Beyond FortiGate: FortiSASE for Your Hybrid, Remote and On-Prem Workforces

Mar 11, 2026 by Tim Lewis

You can live without your remote access VPN; and you should

VPNs have become a nightmare for your IT team and a significant opportunity for cybercriminals. In a world that is increasingly, and often too late, becoming “zero trust” minded, VPNs hold on to the notion of “trust” via “privacy.” Once a VPN is established, the attached endpoint is “trusted.” Attached devices can access anything permitted via the VPN policies. All one has to do is establish this connection and <queue 90s hacker movie music>, “I’m in.”

What if you were able to provide access to internal resources only for users that have authenticated with MFA, computers you control, that meet your security standards and access is only granted to the resources you specify for the users you authorize? That’s where FortiSASE, part of Fortinet’s ZTNA (Zero Trust Network Access) offering, comes in.

FortiSASE’s Secure Internet Access

But before we get there, let’s talk about FortiSASE’s secure Internet access (SIA). A common headache when dealing with hybrid users is what to do with their traffic that isn’t going to internal resources? Traditionally, you could enable split-tunneling, where traffic not going to internal resources bypassed the tunnel. Or you could not enable split-tunneling, where all traffic goes over the tunnel. In some cases, remote user Internet access traversed the company firewall and adhered to those policies. This accomplished at the cost of extra bandwidth on your local Internet connection. OR, you could just specify ONLY traffic to internal resources is allowed when connected to the VPN (a headache to be sure in 2026).

With FortiSASE, the first thing you set up is SIA. Users with devices on-boarded to FortiSASE tunnel all traffic through FortiSASE. This Firewall as a Service (FWaaS) functionality serves as your hybrid users’ “firewall in the sky” that is always with them. This solves the common challenge of understanding and securing user activity when employees are working remotely. All of the network security features you are used to (web filtering, application control, etc) is available in FortiSASE.

Zero Trust Access to Your Internal Resources

Now that your users have secure access to the Internet, let’s get them connected to your on-prem resources. If they need access to that internal web app, you can configure your FortiGate to publish it to only your FortiSASE managed & verified endpoints. If your users need more access you can configure Secure Private Access (SPA).

With SPA, you configure your on-prem FortiGate as an SD-WAN hub that connects to your FortiSASE instance. You configure ZTNA policies to allow appropriate endpoints access to your on-premises network with FortiSASE acting as the intermediary.

Device Posture and ZTNA Policies: Controlling Who Gets In

So what is preventing the bad guys from just stealing credentials and connecting to your FortiSASE instance and accessing your network? Unlike traditional VPNs, it’s not that simple.

For starters, in order to even try connecting, your endpoint must be running a registered instance of FortiClient. In order to register, your end user must use a unique, one-time code to connect their endpoint to your FortiSASE instance. No published hostname, no published unique IP address. Upon attempting to register and on-board, the end users must authenticate to your SSO (Microsoft Entra, etc.) with your MFA policies. 

When setting up policies to allow access to resources you can assign ZTNA tags to endpoints. These tags can be assigned to endpoints from a range of criteria from OS version, management status, domain membership, patch level, user group.

Instead of simple firewall policies to allow based on source and destination IP address, you add ZTNA tags to the mix. Let’s say you designate ‘secure’ and ‘at-risk’ tags where ‘secure’ means: up to date, av running, firewall on and ‘at-risk’ means any of those are not true. Your ZTNA policies can designate that only ‘secure’ computers can access resources while ‘at-risk’ computers are limited to the resources required for remediation.

Once you have this infrastructure in place, not only are you securing hybrid users and internal resources, you are positioned to protect cloud resources and defend against shadow IT

Stay tuned for part two in this series. If you need to elevate your cybersecurity and secure networking, reach out to us and we’d be happy to discuss how you can use Fortinet products and solutions to amplify your cybersecurity posture.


> [EXERCISE DIRECTIONS]:
From the records below, state how many lines hold the string "outer", without any other text.
[[ LISTED ENTRIES, beginning ]]
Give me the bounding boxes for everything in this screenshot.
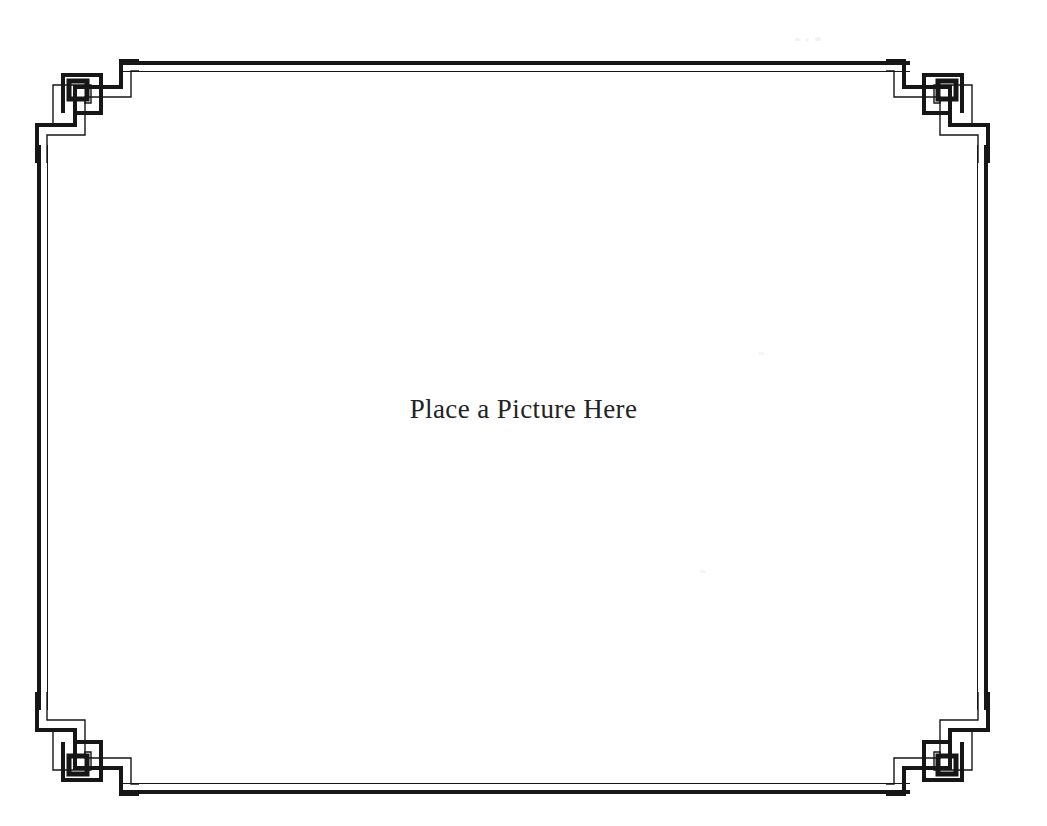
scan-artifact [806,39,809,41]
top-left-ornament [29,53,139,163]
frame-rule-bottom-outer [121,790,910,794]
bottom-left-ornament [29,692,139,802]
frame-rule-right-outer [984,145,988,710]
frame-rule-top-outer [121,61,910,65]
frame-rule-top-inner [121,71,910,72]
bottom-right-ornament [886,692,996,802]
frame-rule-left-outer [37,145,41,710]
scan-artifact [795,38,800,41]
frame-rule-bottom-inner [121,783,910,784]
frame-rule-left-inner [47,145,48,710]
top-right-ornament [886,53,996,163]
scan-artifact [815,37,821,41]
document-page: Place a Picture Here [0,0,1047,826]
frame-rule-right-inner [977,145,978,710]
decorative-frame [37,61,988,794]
[[ LISTED ENTRIES, end ]]
> [RESULT FOR THIS TASK]:
4